A Brief History Of Women: Quotes by Alan Ayckbourn
This page features a transcription of a speech Alan Ayckbourn gave about A Brief History of Women for the launch of the Stephen Joseph Theatre's summer season on 15 February 2017.“It’s a play about a man - it’s a bit autobiographical - who’s fairly ineffectual. His life has been radically changed by a series of women. Women have been an enormous influence on my life - from my mad mother onwards through two wives, one - bless her - still with me and all the other women in between, the actors and so on that I’ve met. I’ve never really had a really close male friend; I’m just not one of those sort of people that sits in a bar and talks about V8 engines and who’s going to win the cup.
"I was at a very posh party once with a very smart producer called Chris Morahan for all the great and good writers and actors and their spouses. We had a big garden party and I was suddenly aware that I was the only solitary man sitting amongst all the women with all their children running around. All the playwright men were standing there saying, ‘Well I’m only on 4%,’ ‘Well, I’m on 5%.’ Let’s talk about some really interesting things that you really want to write about! So women have been a big feature in my life.
“The play starts in 1925 and it’s an interesting year with the first Labour government; so there’s a lot of old buffers going ‘Oh my God, the country’s doomed. And not only have women got the vote, but we’re going to hell in a hand-cart.'
"Through the decades it goes on and it’s a play about a house too. It starts as a lovely manor, which is beautiful and it takes us through the ages. Twenty years later, it’s a very seedy prep school for girls with our hero now a prep school master - bearing quite a lot of resemblance to my early prep school. Then we move to the sixties when it becomes an arts centre, which is also run-down and under-heated and the amateurs are rehearsing their pantomime; it has an incident with a pantomime cow. It finishes as a terrible muzak ridden Trusthouse Forte type country house hotel with our hero, by then, the manager in his seventies, but slightly retired and coming back to stand in for the regular manager.
"He goes from 18 to 78 during the play, although one of the women goes from 38 to 98!
"There’s some trousers down there too! It all starts with Magnesium Magnificence - a firework supplied by one of the staff at the school. You see in 1945, I suddenly realised that fireworks displays were a bit rare and a bit difficult. I really wanted the scene to be set on Guy Fawkes night, so one of the school staff is a retired ordinance man; people brought back from the war masses of stolen stuff. The war not only bankrupted us but everyone nicked jeeps and piles of munitions and came back with something! I’ve never met anyone who was in a war, who didn’t come back with something. So this guy brings back all the munitions and makes his own fireworks including a massive rocket and one of the ingredients is magnesium which is brighter than day. Unfortunately our hero has his trousers down at a time enjoying himself with a fellow member of staff in darkness in front font of the whole school when the firework goes off."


### THE PROBLEM
Once you have found the line with "Find the exact region of clothing." in the records below, retype it and every line after it to the end exactly, with no pictures and nothing more.

***** SOURCE INFORMATION *****

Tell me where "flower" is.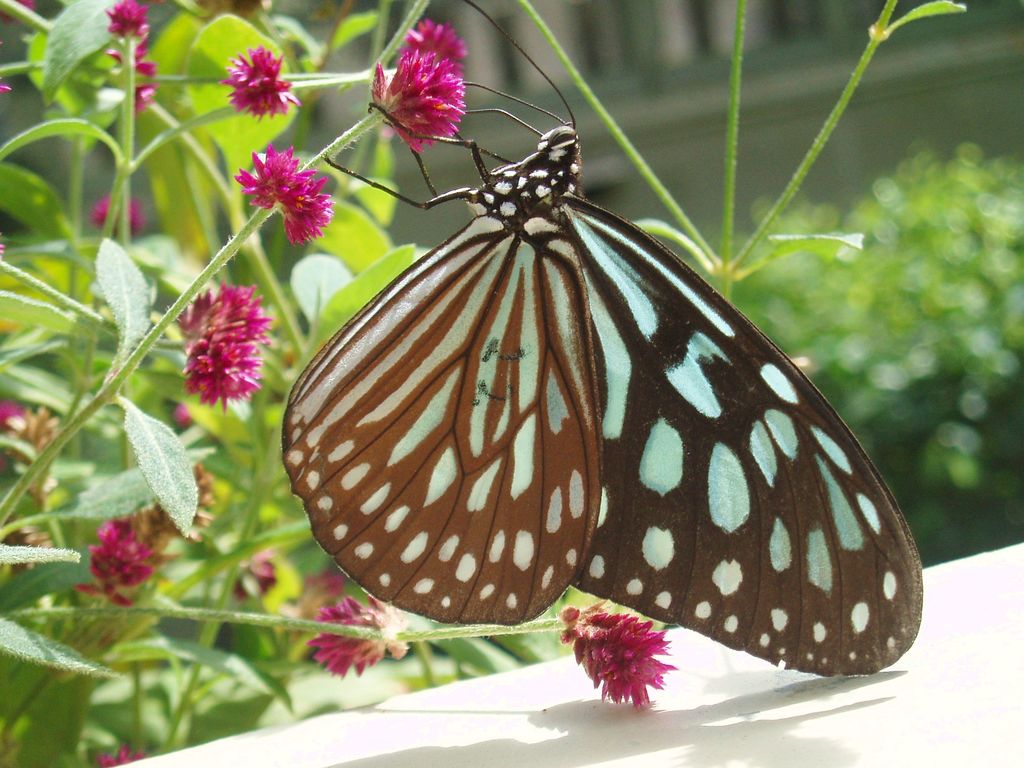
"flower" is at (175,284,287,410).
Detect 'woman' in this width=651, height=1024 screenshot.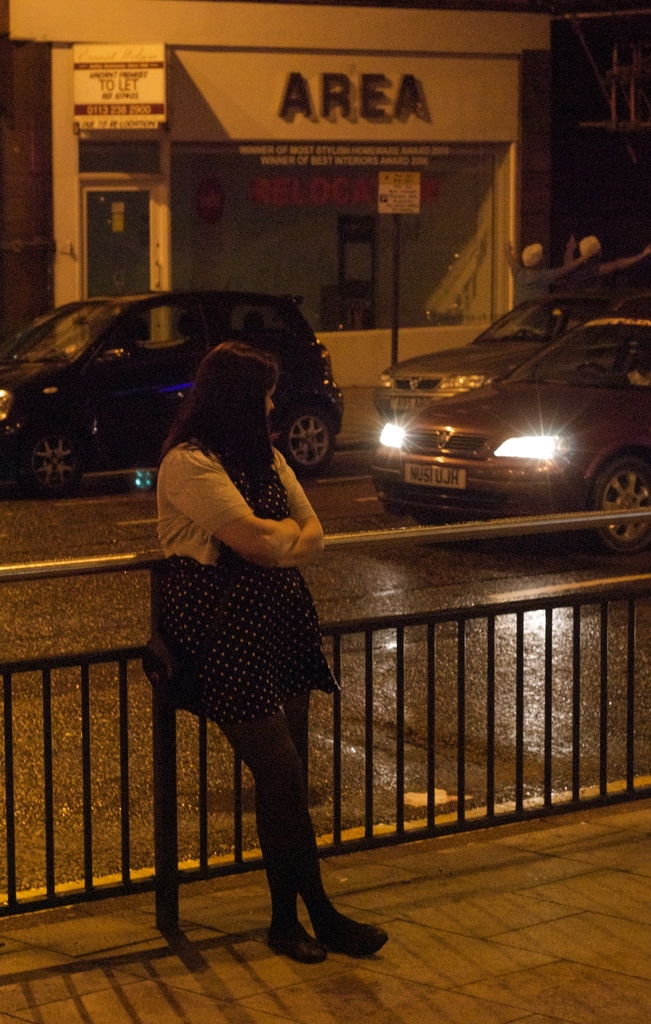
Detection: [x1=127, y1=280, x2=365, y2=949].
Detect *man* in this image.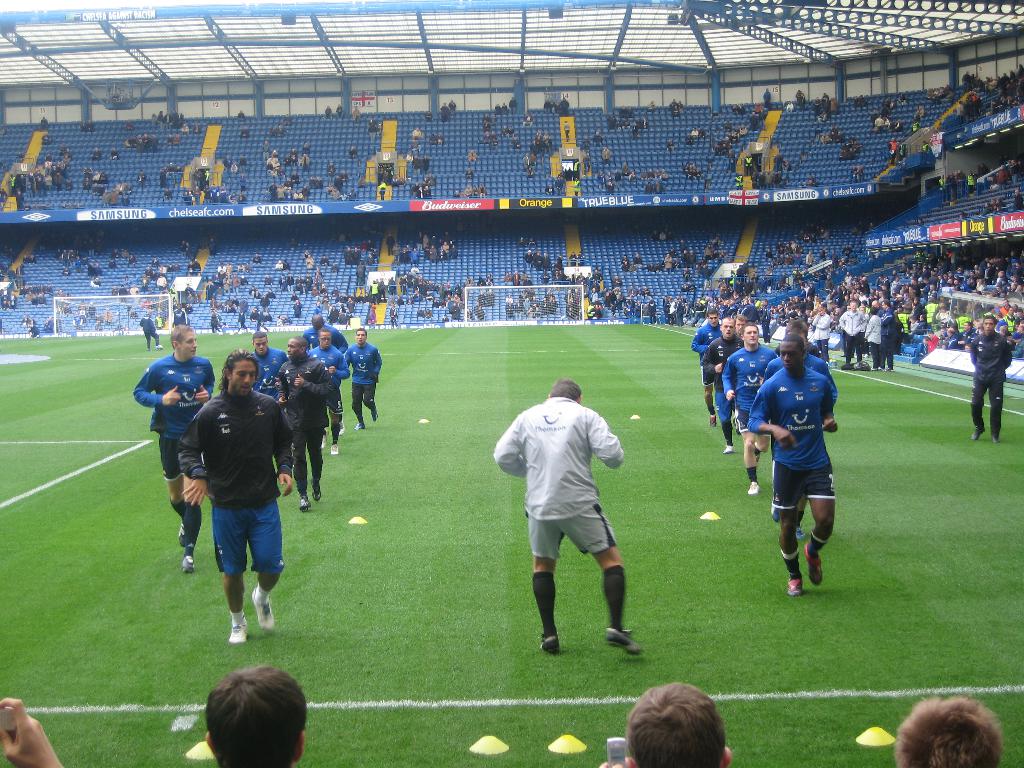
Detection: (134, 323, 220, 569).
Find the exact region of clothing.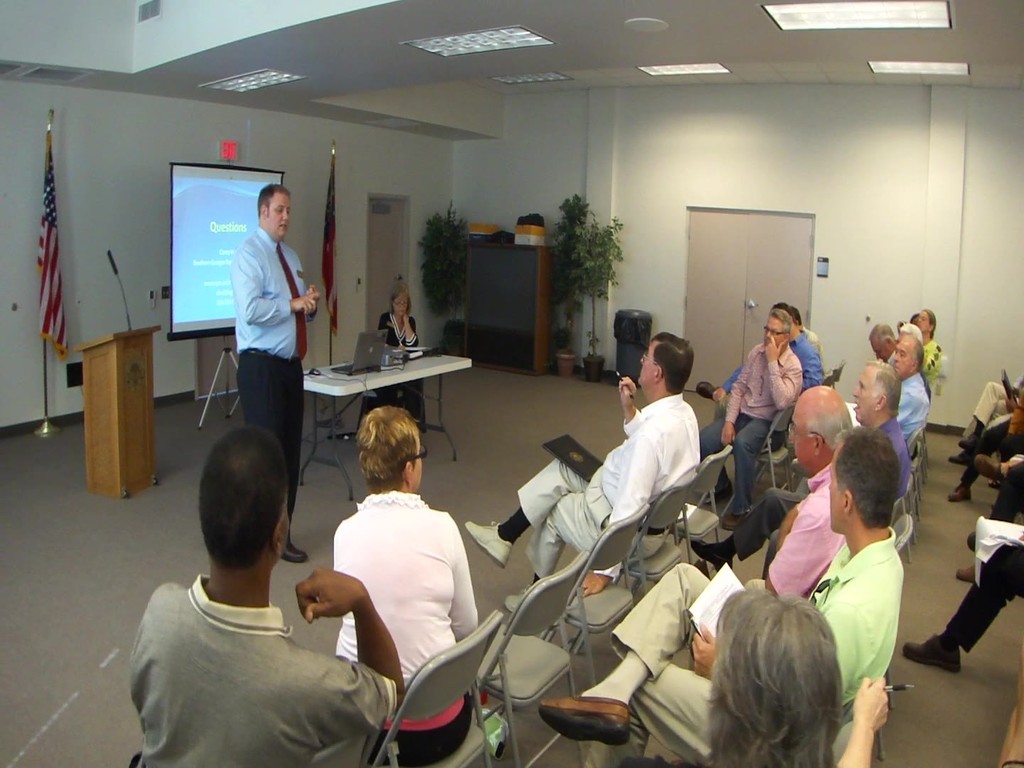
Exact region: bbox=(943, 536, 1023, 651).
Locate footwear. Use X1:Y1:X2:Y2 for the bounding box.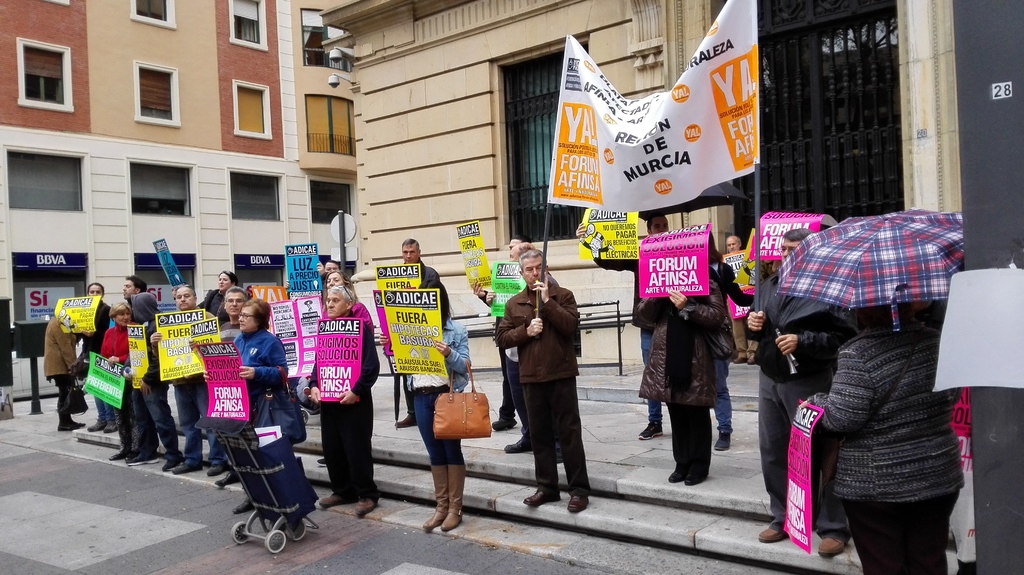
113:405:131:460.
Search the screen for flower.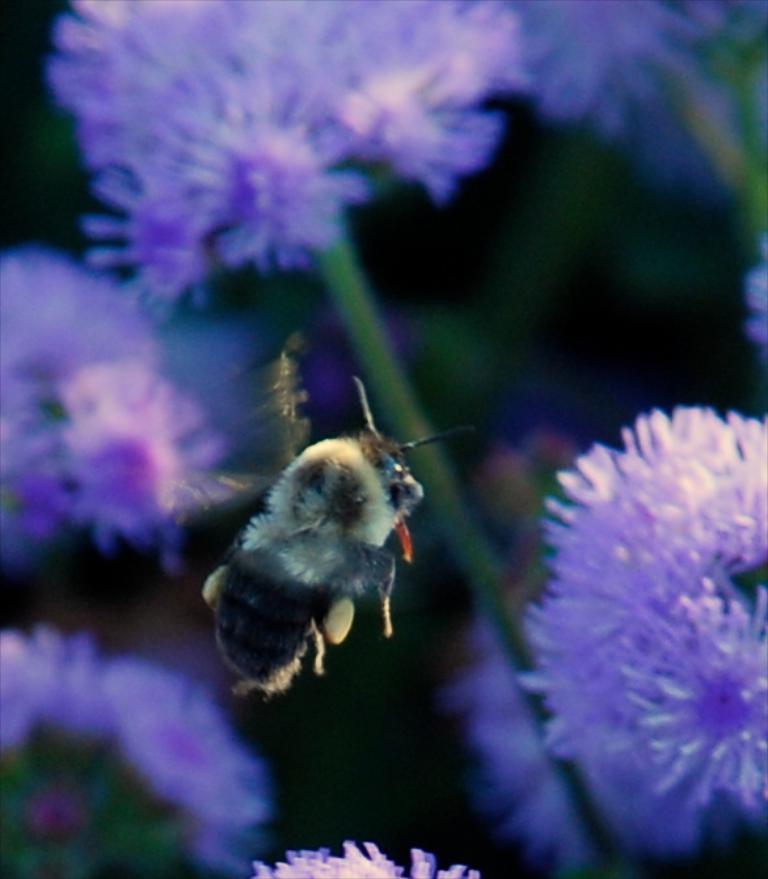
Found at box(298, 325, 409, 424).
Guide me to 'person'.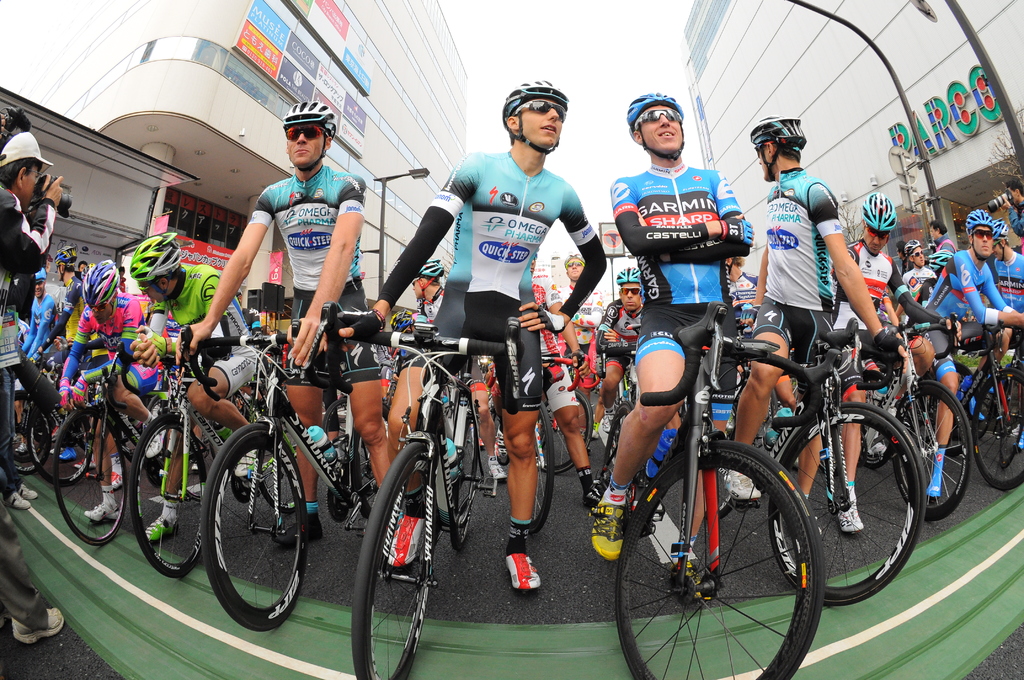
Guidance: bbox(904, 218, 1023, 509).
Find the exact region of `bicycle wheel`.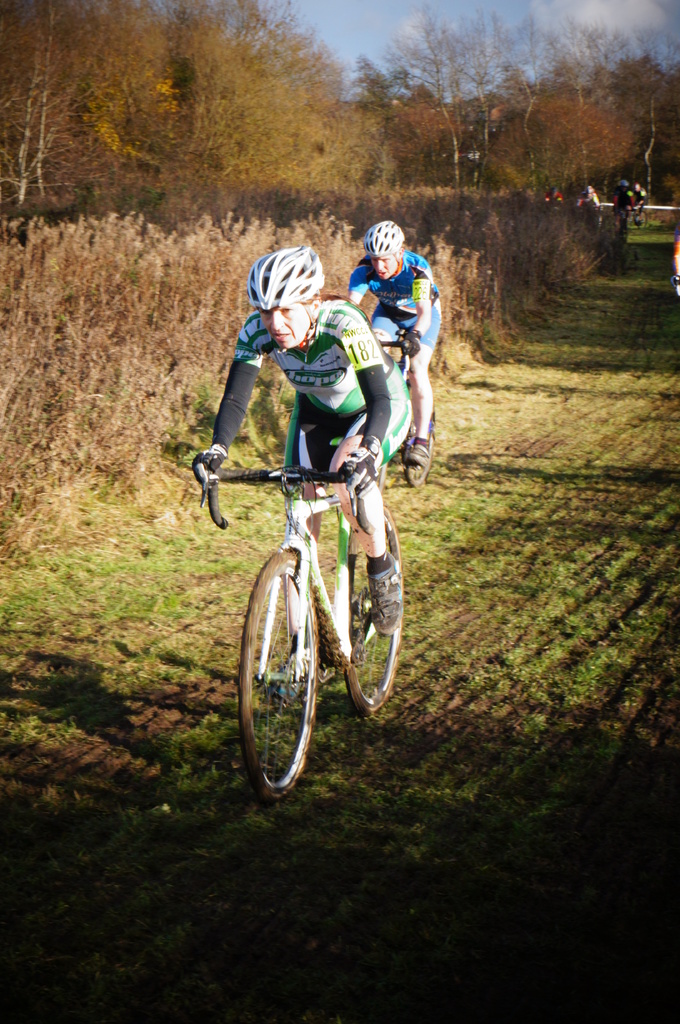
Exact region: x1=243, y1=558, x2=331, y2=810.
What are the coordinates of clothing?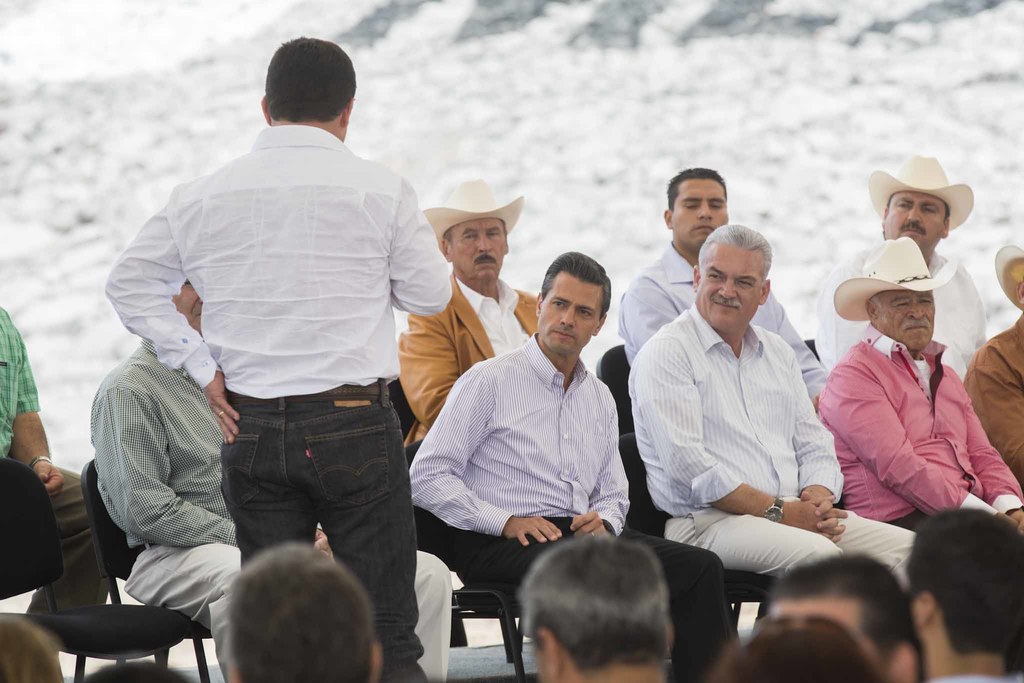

*****

### SOLUTION TO THE PROBLEM
Find the exact region of clothing.
Exact region: bbox=(943, 536, 1023, 651).
Locate footwear. Use X1:Y1:X2:Y2 for the bounding box.
113:405:131:460.
Search the screen for flower.
Found at box(298, 325, 409, 424).
Guide me to 'person'.
Guidance: bbox(904, 218, 1023, 509).
Find the exact region of `bicycle wheel`.
Exact region: x1=243, y1=558, x2=331, y2=810.
What are the coordinates of clothing?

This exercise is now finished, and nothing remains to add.